The installation at Venice is designed by NEMESTUDIO and is called Four Dioramas: there is the Diorama of a Quarry, showing a marble quarry “abandoned after centuries of resource extraction in the old land”. There is the Diorama of Logistics, displaying a large warehouse “enabling a massive transit during a multi-species migration to a new land.” The Diorama of Maintenance and Care is a location where “both the built structures and the endangered more-than-human beings are continually given maintenance and care.” Finally there is the Diorama of Formwork that is a “site of reconstruction” for future inhabitants of the Earth.

The exhibition also uses the IKSV website as a main publication platform beyond the installation at Venice. The website presents four different formats (Paperwork, Episodes, Conversations, and Essays) that are produced by the curatorial team and hand picked contributors that will present written content periodically over the course of the biennial. This material will also be available at Venice at the Pavilion of Turkey, showcased along with the dioramas.

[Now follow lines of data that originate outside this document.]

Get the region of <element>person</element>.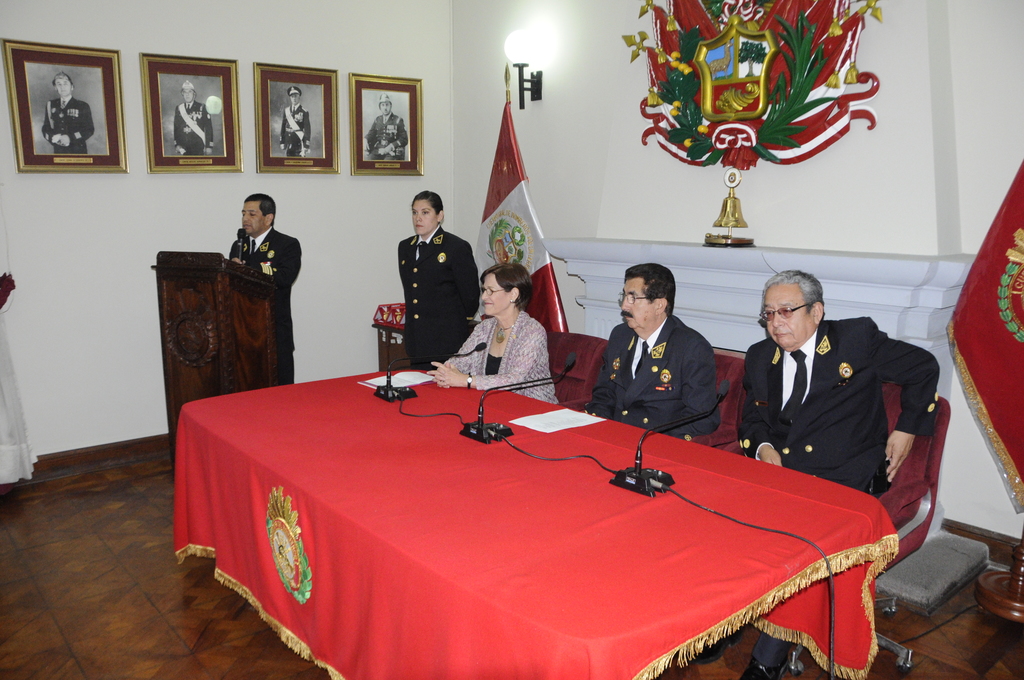
bbox=[739, 266, 939, 679].
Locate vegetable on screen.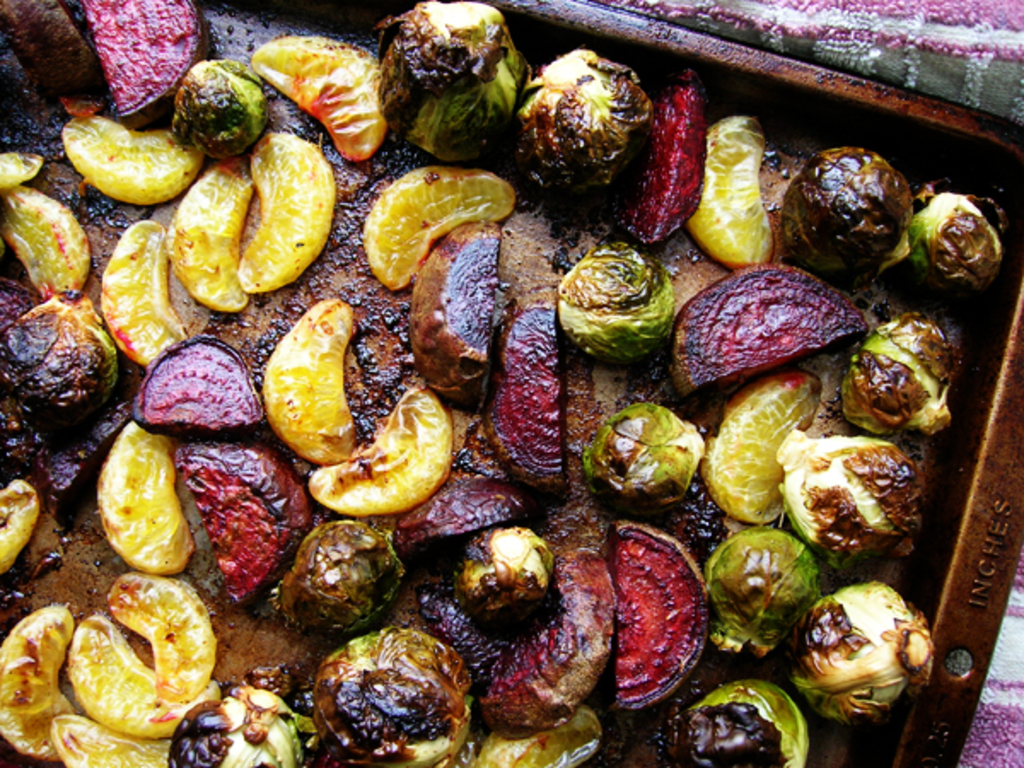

“Our ministry has been supporting our county’s exhibitions at La Biennale di Venezia since 1991. Our exhibition at the International Architecture Exhibition – La Biennale di Venezia is a very good example of an achievement that has been realised by cooperation and collaboration among the public and private sectors and civil society,” Ozgul Ozkan Yavuz, Deputy Minister of Culture and Tourism of Turkey, says. “We make an impression on one of the astonishing international platforms and we share our country’s past and contemporary experience on arts and architecture.”